Doing what Congress failed to do, California became the first state to require websites to let minors delete what they post on social media. But the new law has already ignited a heated debate.
Hoping to reinvent the sprawling city, El Paso officials decided to teach the development community the importance of new urbanism. Now, other cities are following in its footsteps.
States and localities aren't too concerned about the immediate impacts of the federal shutdown that began at midnight, but a prolonged one is another matter.
Rushing floodwaters loaded with heavy debris damaged oil and gas pipes and tanks, causing the two large spills that state and federal regulators were tracking Thursday.
A review of records since 2011 shows several of the region's lawmakers are routinely absent on voting days. Some missed days or weeks at a time.
Californians who use the Internet will get new protection against identity theft and tracking of their personal data under a cluster of bills signed into law Friday by Gov. Jerry Brown.
New York is indeed an expensive place, but experts say that alone doesn’t explain a recent report that found the city’s annual cost per inmate was $167,731 last year — nearly as much as it costs to pay for four years of tuition at an Ivy League university.
Hundreds of Fairfax County high school seniors have dropped their first classes of the day so they can stay in bed a bit longer this school year, part of a decades-long effort pushing for later school start times.
One out of every four California elementary school students — nearly 1 million total — are truant each year, an "attendance crisis" that is jeopardizing their academic futures and depriving schools of needed dollars, the state attorney general said in a report to be released Monday.

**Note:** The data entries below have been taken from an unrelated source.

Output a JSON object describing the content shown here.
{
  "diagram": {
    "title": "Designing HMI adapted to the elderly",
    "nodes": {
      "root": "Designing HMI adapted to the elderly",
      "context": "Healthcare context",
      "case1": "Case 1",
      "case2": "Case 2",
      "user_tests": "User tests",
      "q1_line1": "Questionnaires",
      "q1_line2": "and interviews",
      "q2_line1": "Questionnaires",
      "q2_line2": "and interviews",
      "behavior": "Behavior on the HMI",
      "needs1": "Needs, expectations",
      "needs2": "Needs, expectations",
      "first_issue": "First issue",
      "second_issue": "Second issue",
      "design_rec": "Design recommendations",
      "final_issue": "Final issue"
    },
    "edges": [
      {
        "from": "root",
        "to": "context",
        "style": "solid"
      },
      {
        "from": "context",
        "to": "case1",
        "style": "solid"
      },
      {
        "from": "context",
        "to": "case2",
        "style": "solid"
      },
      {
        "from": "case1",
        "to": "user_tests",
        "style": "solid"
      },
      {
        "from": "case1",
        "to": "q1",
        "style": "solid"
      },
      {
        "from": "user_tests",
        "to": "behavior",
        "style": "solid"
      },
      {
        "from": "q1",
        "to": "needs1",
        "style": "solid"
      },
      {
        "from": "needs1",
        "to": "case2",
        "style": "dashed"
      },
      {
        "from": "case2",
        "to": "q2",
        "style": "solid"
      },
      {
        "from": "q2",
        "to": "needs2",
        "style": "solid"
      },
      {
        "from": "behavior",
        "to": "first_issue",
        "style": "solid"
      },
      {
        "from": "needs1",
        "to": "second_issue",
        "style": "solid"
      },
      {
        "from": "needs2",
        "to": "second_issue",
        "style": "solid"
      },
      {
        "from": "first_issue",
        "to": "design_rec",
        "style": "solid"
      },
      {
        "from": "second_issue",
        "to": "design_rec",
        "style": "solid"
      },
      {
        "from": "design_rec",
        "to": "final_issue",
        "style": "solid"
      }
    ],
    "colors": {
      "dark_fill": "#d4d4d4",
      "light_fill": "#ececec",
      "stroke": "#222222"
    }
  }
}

More than a dozen women's health care providers in Texas sued the state Friday, attempting to block as unconstitutional key provisions of a strict new abortion law that drew massive protests and threw the Legislature into chaos before it was approved this summer.
A state judge ruled Friday that same-sex couples have the right to marry in New Jersey, a decision that reverberated across the state and sets up a final battle between gay rights advocates and Gov. Chris Christie at the state Supreme Court.

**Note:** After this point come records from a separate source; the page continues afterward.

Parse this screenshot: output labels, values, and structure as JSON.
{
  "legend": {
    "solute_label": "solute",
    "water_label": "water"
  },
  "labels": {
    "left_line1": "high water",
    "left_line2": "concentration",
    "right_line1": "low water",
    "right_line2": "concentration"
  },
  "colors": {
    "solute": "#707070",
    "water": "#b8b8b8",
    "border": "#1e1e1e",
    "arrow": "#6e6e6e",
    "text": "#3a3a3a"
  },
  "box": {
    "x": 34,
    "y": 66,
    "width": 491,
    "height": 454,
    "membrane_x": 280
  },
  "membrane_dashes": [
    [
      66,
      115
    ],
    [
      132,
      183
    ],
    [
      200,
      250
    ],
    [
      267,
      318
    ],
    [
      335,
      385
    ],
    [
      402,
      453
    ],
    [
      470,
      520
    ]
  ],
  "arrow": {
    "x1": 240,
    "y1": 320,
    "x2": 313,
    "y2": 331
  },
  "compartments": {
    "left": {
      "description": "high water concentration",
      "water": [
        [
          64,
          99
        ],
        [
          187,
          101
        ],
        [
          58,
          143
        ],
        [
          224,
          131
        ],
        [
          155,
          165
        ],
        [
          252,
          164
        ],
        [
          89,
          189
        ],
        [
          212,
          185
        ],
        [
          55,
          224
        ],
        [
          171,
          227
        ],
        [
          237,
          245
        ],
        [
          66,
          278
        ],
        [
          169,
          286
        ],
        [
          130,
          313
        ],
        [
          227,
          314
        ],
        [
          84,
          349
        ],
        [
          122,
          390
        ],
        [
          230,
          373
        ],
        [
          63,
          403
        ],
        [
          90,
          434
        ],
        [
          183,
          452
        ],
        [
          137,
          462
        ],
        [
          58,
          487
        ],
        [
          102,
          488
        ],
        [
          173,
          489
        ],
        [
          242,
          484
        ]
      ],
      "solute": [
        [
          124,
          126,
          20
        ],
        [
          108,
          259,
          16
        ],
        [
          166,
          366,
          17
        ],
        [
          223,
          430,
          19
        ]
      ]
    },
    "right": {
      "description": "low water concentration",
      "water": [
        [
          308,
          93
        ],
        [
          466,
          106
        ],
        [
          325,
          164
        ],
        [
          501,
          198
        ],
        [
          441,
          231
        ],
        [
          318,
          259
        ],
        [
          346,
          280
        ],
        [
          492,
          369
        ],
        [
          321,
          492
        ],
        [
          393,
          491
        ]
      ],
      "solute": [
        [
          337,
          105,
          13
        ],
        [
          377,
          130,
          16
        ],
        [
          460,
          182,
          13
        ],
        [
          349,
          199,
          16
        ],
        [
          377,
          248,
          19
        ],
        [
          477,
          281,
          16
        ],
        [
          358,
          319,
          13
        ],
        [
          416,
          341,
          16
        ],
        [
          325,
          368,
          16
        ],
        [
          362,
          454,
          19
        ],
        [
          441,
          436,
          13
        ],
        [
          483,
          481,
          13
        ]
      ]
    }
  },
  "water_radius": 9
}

Attorney General Eric Holder will announce a lawsuit today challenging voting restrictions adopted by North Carolina after the Supreme Court struck down a core provision of the U.S. Voting Rights Act, said a person briefed on the plans.
There are a number of things that states and municipal governments can do to help get their retirement costs under control without dialing back their current employees' benefits.
The standards-setting board for government financial reporting has been embroiled in one controversy after another, but the latest fight could result in the gutting of GASB's influence.
Population data for residents moving to new states in 2012
For these teams to have impact, departments need to know just what they can do for them and how they do it.
35%
The drop in Minnesota's cigarette sales in July, the month it raised tobacco taxes from $1.23 to $2.83.
New Jersey Gov. Chris Christie, in a TV interview with CBS This Morning. Christie's brash governing style has led some to call him a bully, but he's still favored to win re-election this year.
New Jersey is not doing enough to foster affordable housing in every community, the state Supreme Court said Thursday in a major decision that gives the Christie administration five months to draft new housing rules.
A Cook County judge decided Thursday that Gov. Pat Quinn’s move to stop paying lawmakers was unconstitutional and ordered Illinois Comptroller Judy Baar Topinka to pay them immediately — plus interest.
It brings the number of lawsuits against the state over this issue to four.
Several influential Democrats today tell the Star-Telegram that Davis and her team have told supporters that she’s in the race, but wanted to be the one to publicly announce the news to grassroots supporters during an afternoon event Oct. 3
The Massachusetts Senate voted unanimously Thursday to abolish a sales tax on software services that generated a firestorm of criticism from business leaders, following Wednesday’s action in the House of Representatives to repeal the fledgling levy.